The third episode of HBO’s The Last of Us took a risk — not in showing a loving gay relationship, but in taking an often quiet and emotional step (complete with good wine) outside of its post-apocalyptic landscape and expanding on a minor character arc from the popular video game. Critics and fans of good television swooned, but, as expected, trollish viewers are now review-bombing the episode in a futile attempt to show their displeasure.
Per CBR.com, reviewers of the “Long, Long Time” episode are flooding the IMDb movie site with one-star reviews, pulling the average rating down to 8.0 out of 10. The first two episodes of the series, meanwhile, boast a 9.2 and 9.3 viewer rating.
The recent episode, which follows Nick Offerman’s survivalist Bill and Murray Bartlett’s Frank as the pair meet, fall in love, grow old and (spoiler alert) die together happily, was a critical success; Variety rightly crowned it “one of the most extraordinary episodes of television in recent memory.”
This Is the Wine They Were Drinking in Episode Three of “The Last of Us”
An affordable French classic made an appearance twice in the show’s most recent episodeThat creative success hasn’t stopped 10,000+ one-star reviews from popping up on IMDb, however, even as the episode set viewership records for HBO. As some petulant fans whined, the show created a “token representation propaganda snoozefest” and was now “politicized.”
Without giving too much attention to these online attacks — the relationship was hinted at in the game, for those who couch their prejudice in a “faithfulness to the source material” excuse — it’s also an odd and tired ploy by angry viewers to influence pop culture. Review bombing might work a bit but often doesn’t: Marvel’s Captain Marvel was a hit in spite of sexist trolls, while Rian Johnson’s Star Wars: The Last Jedi may have stumbled a tiny bit at the box office for the crime of making women and people of color noteworthy characters (some Jedi criticism suggests the film took too many chances outside of the Star Wars narrative; so congratulations to those fans who helped influence the studio to give us the listless and forgettable follow-up The Rise of Skywalker as compensation).
Perhaps HBO Max’s Velma is the one recent show where review bombing might make a difference, though even this horribly-rated reboot/prequel is garnering a lot of attention (and perhaps a renewal) because of the hatred — that show’s creative weakness, however, isn’t because all the characters are suddenly no longer all white and straight.
Given the critical hype and rating success, we doubt HBO is going to be too concerned about The Last of Us “only” pulling an 8/10 rating on a movie database.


# WHAT IS EXPECTED:
Every entry below should be transcribed exactly; pictures stay out of the copy.
• • •
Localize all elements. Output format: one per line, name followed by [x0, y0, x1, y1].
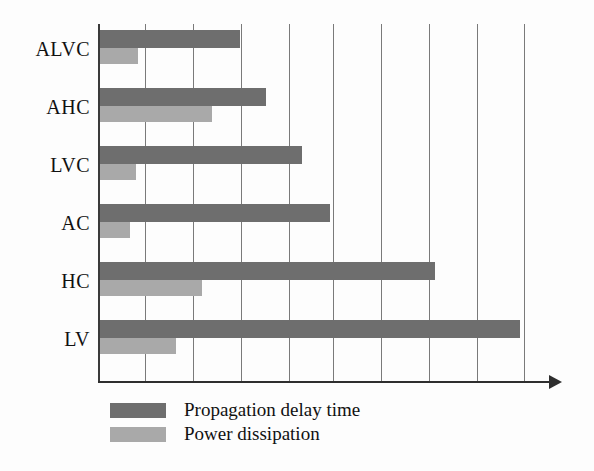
legend-swatch-power-icon [110, 427, 166, 442]
bar-delay-hc [98, 262, 435, 280]
plot-area [98, 24, 525, 382]
category-label-lv: LV [64, 328, 90, 351]
category-label-hc: HC [61, 270, 90, 293]
x-axis-line [98, 381, 553, 383]
category-label-ac: AC [61, 212, 90, 235]
bar-delay-alvc [98, 30, 240, 48]
chart-legend: Propagation delay time Power dissipation [110, 398, 360, 446]
bar-power-ac [98, 222, 130, 238]
bar-delay-lvc [98, 146, 302, 164]
legend-swatch-delay-icon [110, 403, 166, 418]
bar-delay-ac [98, 204, 330, 222]
bar-delay-ahc [98, 88, 266, 106]
category-label-alvc: ALVC [35, 38, 90, 61]
legend-label-delay: Propagation delay time [184, 399, 360, 421]
bar-delay-lv [98, 320, 520, 338]
legend-label-power: Power dissipation [184, 423, 320, 445]
bar-power-lvc [98, 164, 136, 180]
legend-item-delay: Propagation delay time [110, 398, 360, 422]
gridline-9 [524, 24, 525, 382]
y-axis-line [98, 24, 100, 382]
bar-power-lv [98, 338, 176, 354]
bar-power-hc [98, 280, 202, 296]
category-label-ahc: AHC [46, 96, 90, 119]
legend-item-power: Power dissipation [110, 422, 360, 446]
x-axis-arrow-icon [549, 375, 562, 389]
bar-power-ahc [98, 106, 212, 122]
bar-power-alvc [98, 48, 138, 64]
chart-page: ALVC AHC LVC AC HC LV Propagation delay … [0, 0, 594, 471]
category-label-lvc: LVC [50, 154, 90, 177]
• • •
# THE COMPLETED TASK:
Localize all elements. Output format: one per line, name followed by [x0, y0, x1, y1].
legend-swatch-power-icon [110, 427, 166, 442]
bar-delay-hc [98, 262, 435, 280]
plot-area [98, 24, 525, 382]
category-label-lv: LV [64, 328, 90, 351]
category-label-hc: HC [61, 270, 90, 293]
x-axis-line [98, 381, 553, 383]
category-label-ac: AC [61, 212, 90, 235]
bar-delay-alvc [98, 30, 240, 48]
chart-legend: Propagation delay time Power dissipation [110, 398, 360, 446]
bar-power-ac [98, 222, 130, 238]
bar-delay-lvc [98, 146, 302, 164]
legend-swatch-delay-icon [110, 403, 166, 418]
bar-delay-ac [98, 204, 330, 222]
bar-delay-ahc [98, 88, 266, 106]
category-label-alvc: ALVC [35, 38, 90, 61]
legend-label-delay: Propagation delay time [184, 399, 360, 421]
bar-delay-lv [98, 320, 520, 338]
legend-label-power: Power dissipation [184, 423, 320, 445]
bar-power-lvc [98, 164, 136, 180]
legend-item-delay: Propagation delay time [110, 398, 360, 422]
gridline-9 [524, 24, 525, 382]
y-axis-line [98, 24, 100, 382]
bar-power-lv [98, 338, 176, 354]
bar-power-hc [98, 280, 202, 296]
category-label-ahc: AHC [46, 96, 90, 119]
legend-item-power: Power dissipation [110, 422, 360, 446]
x-axis-arrow-icon [549, 375, 562, 389]
bar-power-ahc [98, 106, 212, 122]
bar-power-alvc [98, 48, 138, 64]
chart-page: ALVC AHC LVC AC HC LV Propagation delay … [0, 0, 594, 471]
category-label-lvc: LVC [50, 154, 90, 177]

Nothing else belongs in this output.